On the footpath to transfer
Sixty-eight percent of Israeli Jews would refuse to live in the same apartment building as an Israeli Arab, according to the results of an annual poll released Wednesday by the Center for the Struggle Against Racism.There's been a lot of ink spilled about the alleged resurgence of a "new anti-Semitism" in recent years. The typical charge is that criticism of Israel today has stepped over the line and is simply a cover for base hatred of Jews. The more cynical among us have then used the threat of the "new anti-Semitism" to beat back any negative remark about Israel as having malicious intent: criticism of Israel, you see, cannot come about because one abhors racism, but rather because it's a front to hide one's racism towards Jews. It's damn near the perfect racket.
The "Index of Racism Towards Arab Palestinian Citizens of the State of Israel," conducted by Geocartographia, revealed on 26 percent of Jews in Israel would agree to live with Arab neighbors in the same building.
Forty-six percent of Jews would refuse to allow an Arab to visit their home while 50 percent would welcome an Arab visitor. Forty-one percent of Jewish support the segregation of Jews and Arabs in places of recreation and 52 percent of such Jews would oppose such a move.

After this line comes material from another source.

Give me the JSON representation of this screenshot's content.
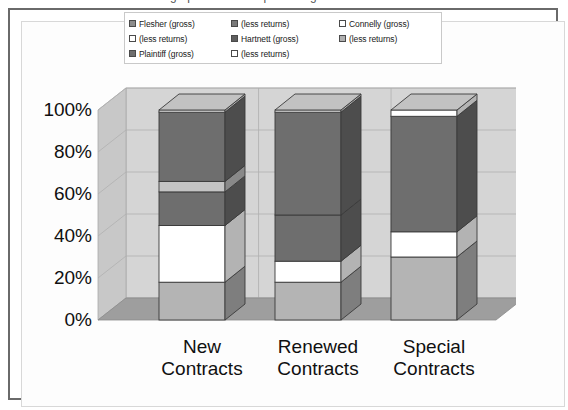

To make things worse, when polling unearths racist viewpoints well within the mainstream in Israel, it's as if we're not supposed to notice. Or, even further, we're supposed to sympathize with the traumatized racists who have been forced to put up with the "crazed violence" of the Palestinians' intifada.
Commenting on the poll above, Jonathan Cook sees ominous things ahead as it betrays the likely maneuvers of the Kadima party, which is the expected winner of next week's elections in Israel.
If elected, Cook contends that Kadima will likely adopt a platform of "reciprocal separation," which essentially boils down to the logic that "if Israel is making sacrifices in Gaza and the West Bank by 'expelling' settlers from their homes, then the Arab minority currently living in Israel should expect to pay a similar price."
Needless to say, this would be a monstrous development, but I wouldn't be surprised one bit to see it enacted and fawned over by the international media, like the Gaza withdrawal was, as a "bold" gesture to reach a "peaceful settlement."